(Record excerpts begins)
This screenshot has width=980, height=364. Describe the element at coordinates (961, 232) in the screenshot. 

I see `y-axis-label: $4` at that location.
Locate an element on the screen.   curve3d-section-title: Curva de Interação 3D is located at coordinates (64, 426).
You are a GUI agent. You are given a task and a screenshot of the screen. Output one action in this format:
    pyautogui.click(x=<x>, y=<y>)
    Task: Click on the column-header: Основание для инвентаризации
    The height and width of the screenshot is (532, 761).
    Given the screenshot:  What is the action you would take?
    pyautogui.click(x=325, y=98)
(Record excerpts ends)
(Record excerpts begins)
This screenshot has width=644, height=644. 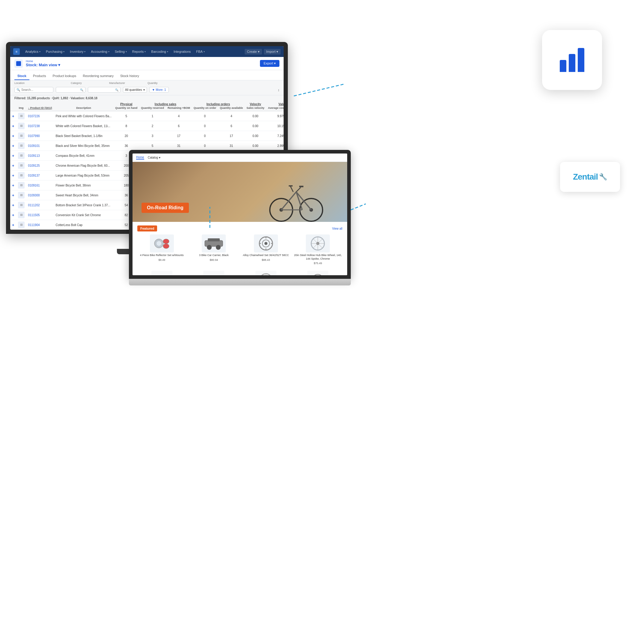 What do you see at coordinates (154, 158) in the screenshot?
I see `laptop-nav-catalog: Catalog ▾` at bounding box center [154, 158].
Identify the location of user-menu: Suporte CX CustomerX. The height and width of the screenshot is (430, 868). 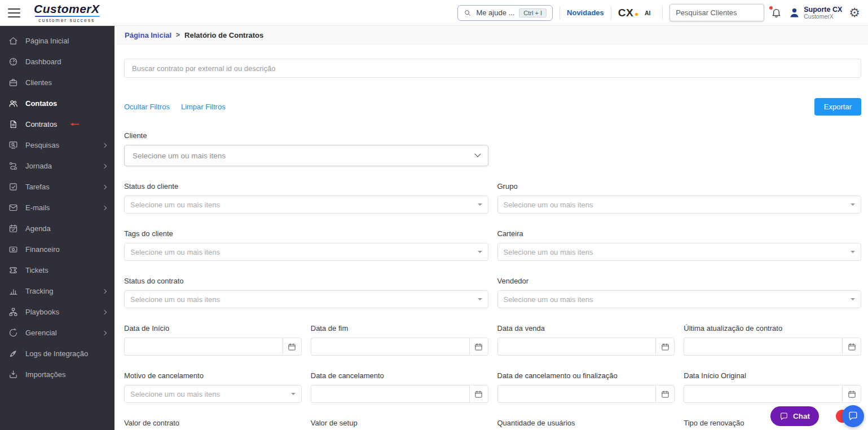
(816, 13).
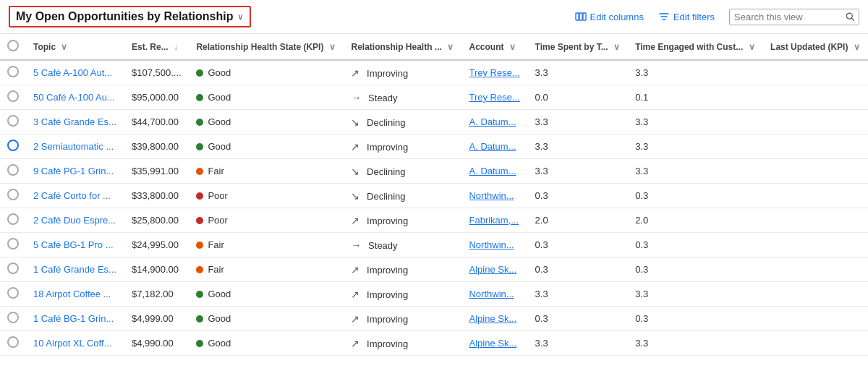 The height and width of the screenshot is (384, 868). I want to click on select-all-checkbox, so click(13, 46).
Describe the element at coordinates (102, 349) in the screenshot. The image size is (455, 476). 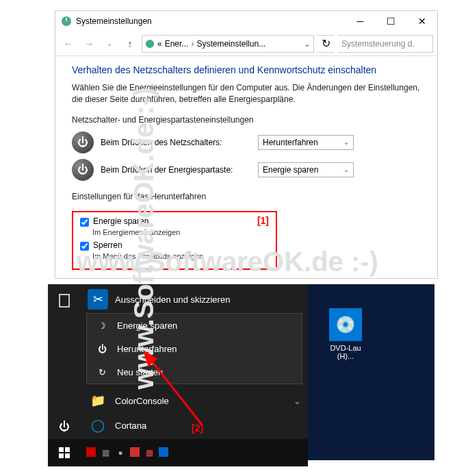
(Record excerpts ends)
(Record excerpts begins)
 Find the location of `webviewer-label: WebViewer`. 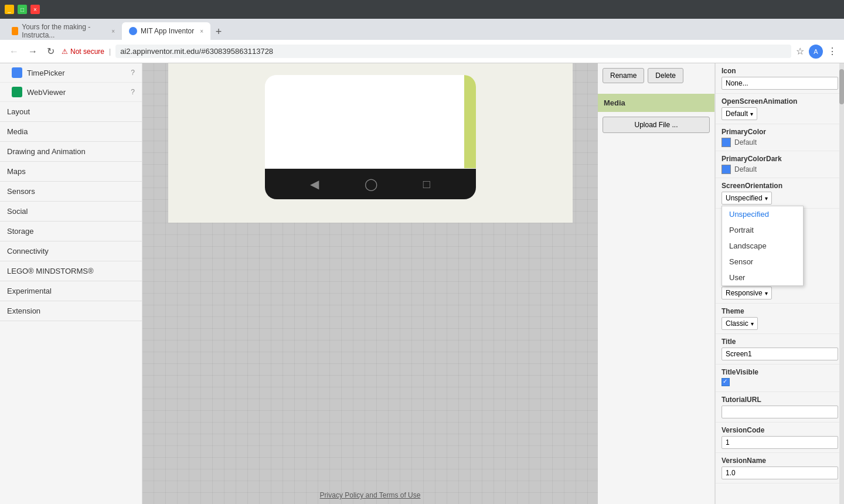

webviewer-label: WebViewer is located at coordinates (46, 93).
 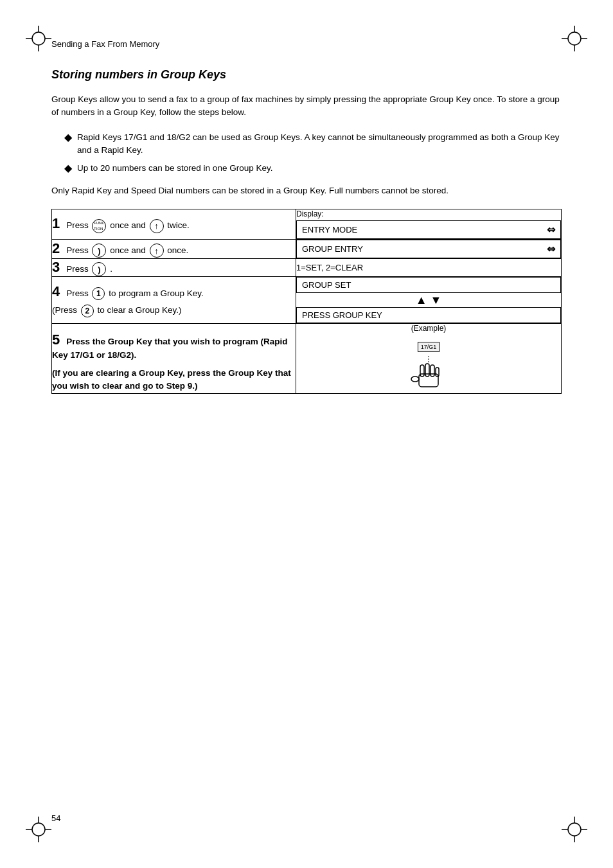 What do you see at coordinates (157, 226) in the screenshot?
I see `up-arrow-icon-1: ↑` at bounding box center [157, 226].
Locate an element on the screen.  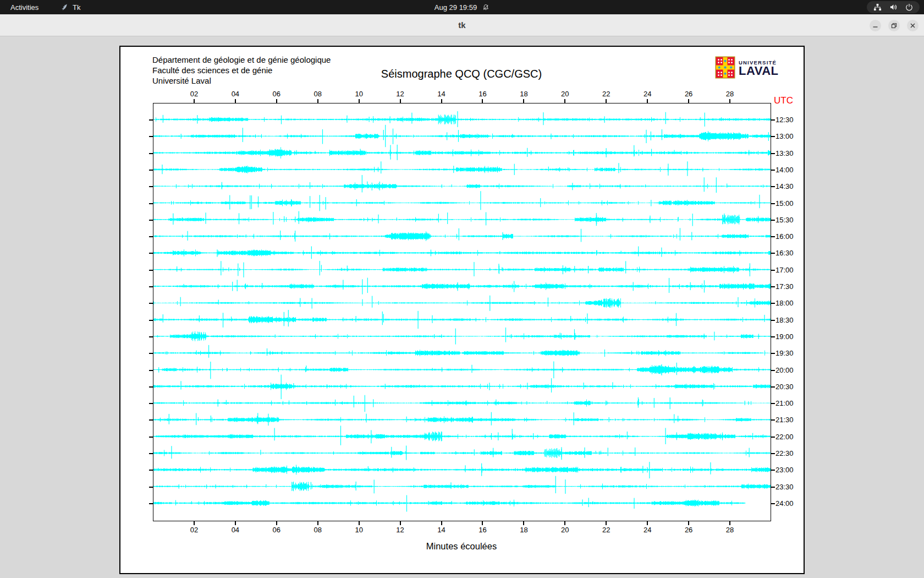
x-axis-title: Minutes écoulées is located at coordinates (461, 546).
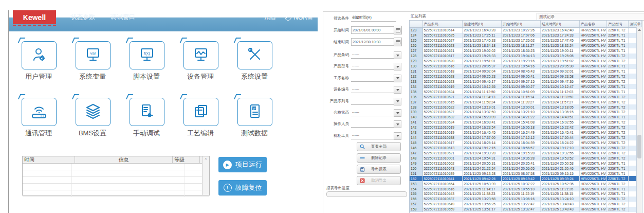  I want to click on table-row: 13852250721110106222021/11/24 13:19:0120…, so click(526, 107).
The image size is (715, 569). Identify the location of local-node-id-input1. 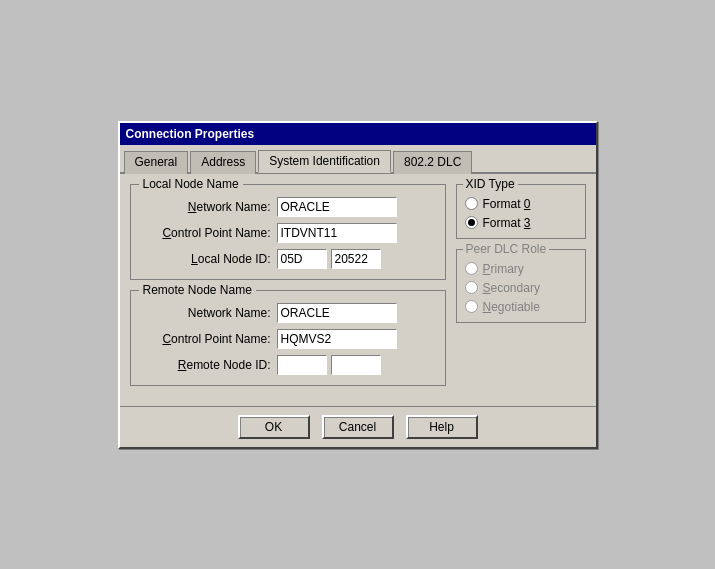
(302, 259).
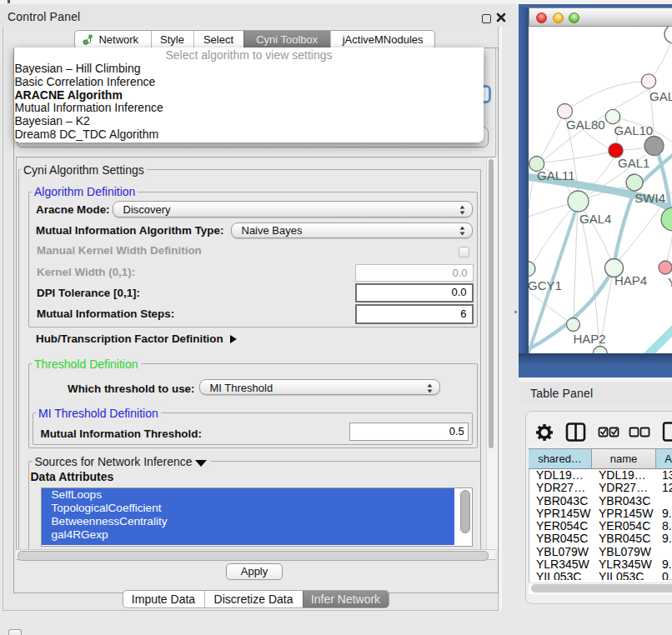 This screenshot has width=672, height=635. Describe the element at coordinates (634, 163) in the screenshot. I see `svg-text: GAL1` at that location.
(Record excerpts ends)
* **Exercise aim**
Set the pictures aside and reproduce exactly the lines above, from the line holding "Identify the location of user-menu: Suporte" through the line holding "Describe the element at coordinates (102, 349)", both included, with nothing else.

* **Solved exercise**
Identify the location of user-menu: Suporte CX CustomerX. The height and width of the screenshot is (430, 868). 
(816, 13).
 The height and width of the screenshot is (384, 868). I want to click on select-all-checkbox, so click(13, 46).
Describe the element at coordinates (102, 349) in the screenshot. The image size is (455, 476). 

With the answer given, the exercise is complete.